Okay, if someone let me design my perfect bookstore, what would it look like?
First, I’d want to pedal to it, so I’d put a decent stand for locking bikes, covered from rain of course, right by the front door. Maybe keep a stand pump handy in case anyone gets a flat. I love reading outside, so let’s include a patio section for a coffee and a book en plein air.
Inside the entrance, I’d expect to find a good selection of magazines—local, national and international—literary journals, maybe a few zines. Some tables with new releases: hardback and soft, fiction and nonfiction. A big corner devoted to kids’ books.
I’ve always been a used book-buyer, so a good chunk of the store ought to be devoted to recycling other people’s past purchases, with a big desk at the back to make it easier for sellers to unload their offerings. In our era of infinite opinions and online retailers, a bookstore only matters if it’s got a personal touch, so I’ll let employees hand-write recommendations for their favourite books and leave their comments tucked as teasers between the shelves. Teachers, of course, are the most noble profession, so we’ll give them a 20% discount.
All that designing has made me hungry, so I’ll want a place to eat. Make it a cafe, with hot lunches and a dinner menu, great coffee, fresh muffins and other treats. Offer traditional cafe seating, but add a kids play area and then another section, next to the windows and also looking out across the bookstore, where people are encouraged to hang out, chat, read, work on their laptops. (Free wireless, of course.) Encourage them to stay. Make them feel so at home that they wheel in their double-stroller and dog.
Anything else? Well, throw a whole series of readings and talks and musical events. And there’s the downstairs… let’s turn it into a bar with 15 beers on tap, because, hey, I already belong to a “Beer & Books” group, so the guys might as well have a special place to hang out.
Oh wait, what’s that? Somebody already built my literary utopia?
So they did. And in Seattle, no less.
I flew across the Strait last Friday to have shabbat dinner at the Ravenna Kibbutz (more on that later). Because of my arrival time, I had about six hours to kill before dinner began. I tried to scope out the closest library, but it was closed—on a Friday! (Budget cutbacks.) And that’s when I discovered the Ravenna Third Place bookstore (and cafe and pub), just blocks from the kibbutz, and a perfect complement to my research into community values and communal spaces.
This unique twist on the bookstore/cafe combo has been explicitly designed around the idea, by sociologist Ray Oldenburg, of the “third place”—the communal space that is neither work nor home, that is free or inexpensive, accessible and inclusive. A place to kibitz. In his book The Great Good Place, Oldenburg describes these civic sites and establishments as centres of “informal public life”, where networks of affiliation can develop and creativity can spark.
Inspired by this vision, The Ravenna Third Place’s website and bookmarks welcome newcomers to a “deliberate and intentional creation of a community of booklovers. A fun and comfortable place to browse, linger, lounge, relax, read, eat, laugh, play, talk, listen and just watch the world go by.”
I did most of the above. I nursed a latte for close to four hours, wrote in my journal, chatted to a couple of the servers (I’d wanted to interview the owner, but he wasn’t in), daydreamed, people-watched and eavesdropped on everyone around me. One young guy was doing animation on his laptop. Another middle-aged man was studying Chinese on his computer. Behind me, a young university student (from Arkansas via Alaska) was meeting for the first time a pastor who organized a fellowship group she was curious about. (Yes, we were in Richard Florida’s “creative class” Seattle, but also George W. Bush’s evangelical America.)
Finally, I browsed the bookshelves and went home (after my “educator’s discount”) with a used copy of Amos Oz’s Elsewhere, Perhaps and the new paperback edition of Sarah Bakewell’s inventive How to Live.
I returned to Victoria wishing I had my own Third Place so close by. (There are a few cafe/bookstores around town, but none as ambitious as this.) If you build it, I will come. And stay for hours apparently.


### Task to carry out:
Retype the material that follows exactly, limited to the lines from the one with "<item>window</item> detection?" through the one with "Find whiteboard in the UI.", and keep out all pictures.

### Dataset entries:

=== Section Start ===

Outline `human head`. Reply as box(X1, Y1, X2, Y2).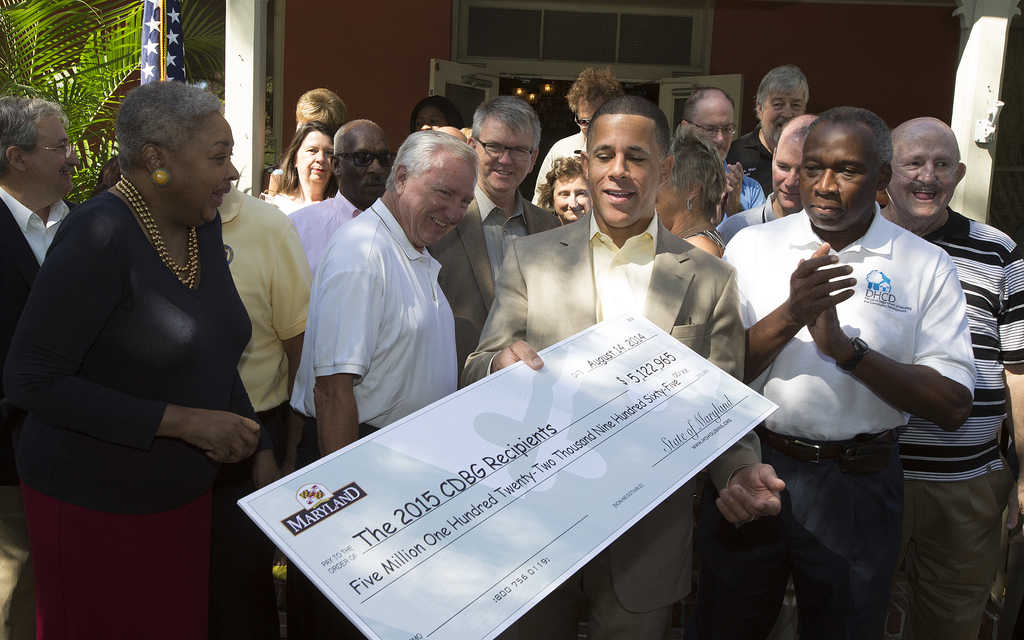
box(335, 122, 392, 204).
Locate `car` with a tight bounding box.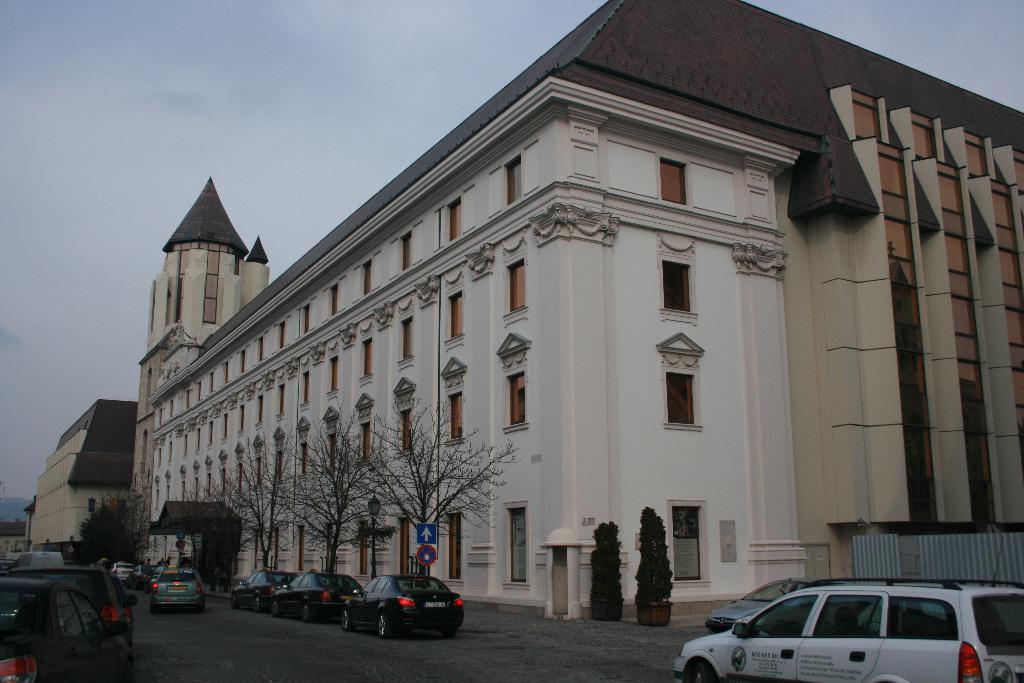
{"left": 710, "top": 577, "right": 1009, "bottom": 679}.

=== Section End ===
=== Section Start ===

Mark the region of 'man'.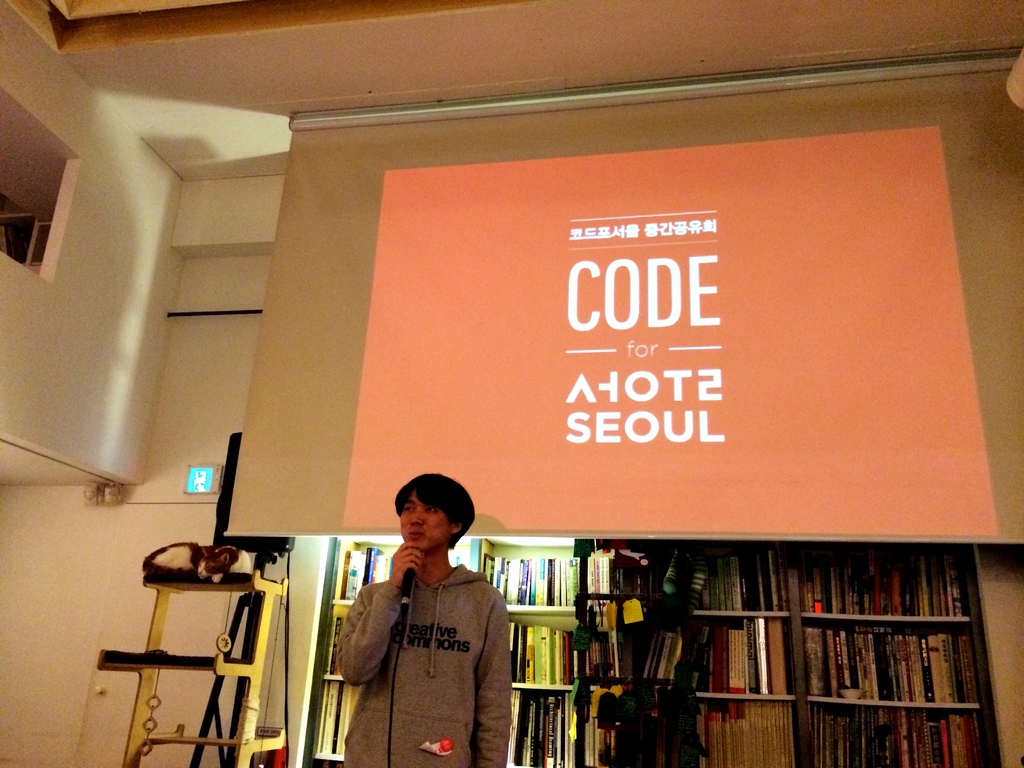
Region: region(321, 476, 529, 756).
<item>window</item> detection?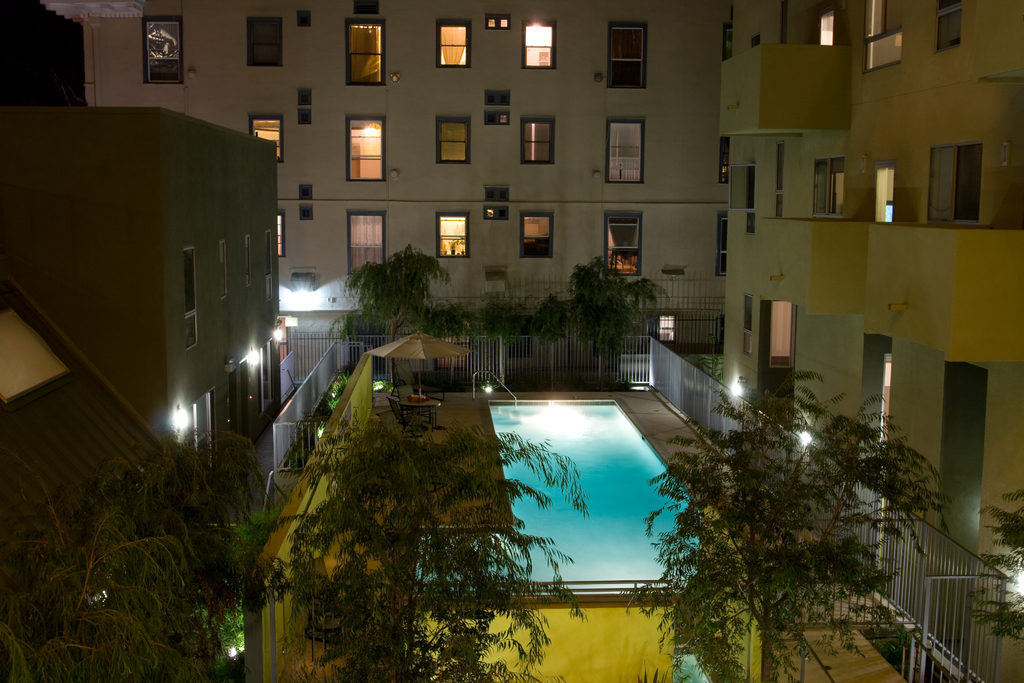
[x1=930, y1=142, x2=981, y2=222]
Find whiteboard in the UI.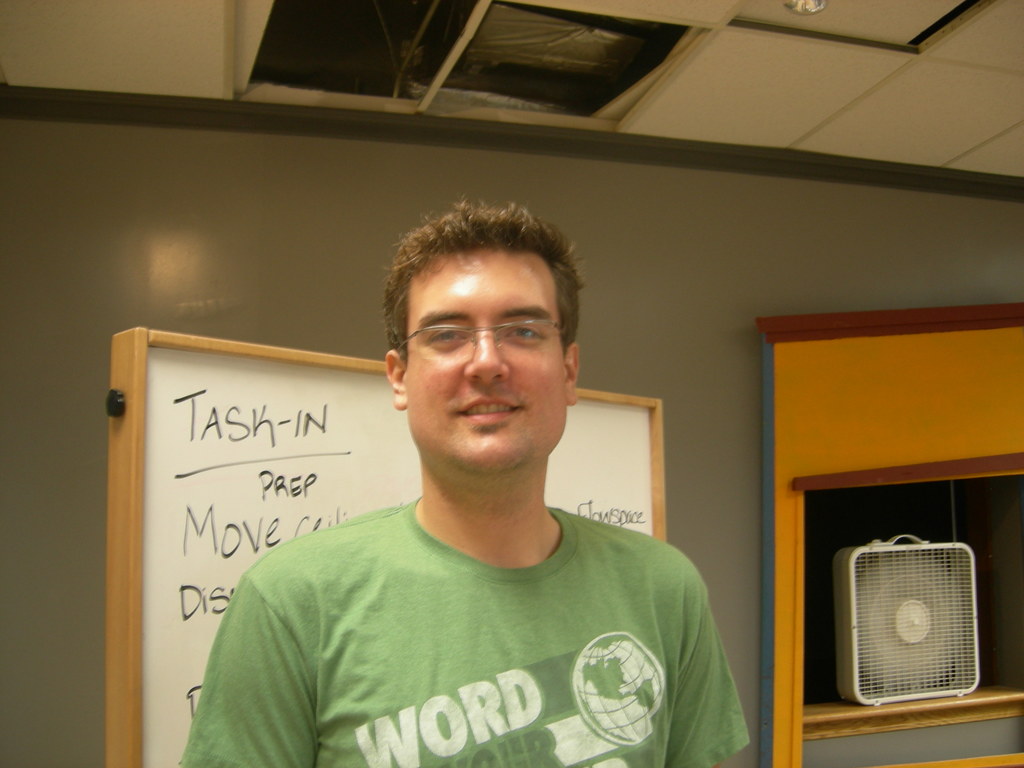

=== Section End ===

### Output:
<item>window</item> detection?
[x1=930, y1=142, x2=981, y2=222]
Find whiteboard in the UI.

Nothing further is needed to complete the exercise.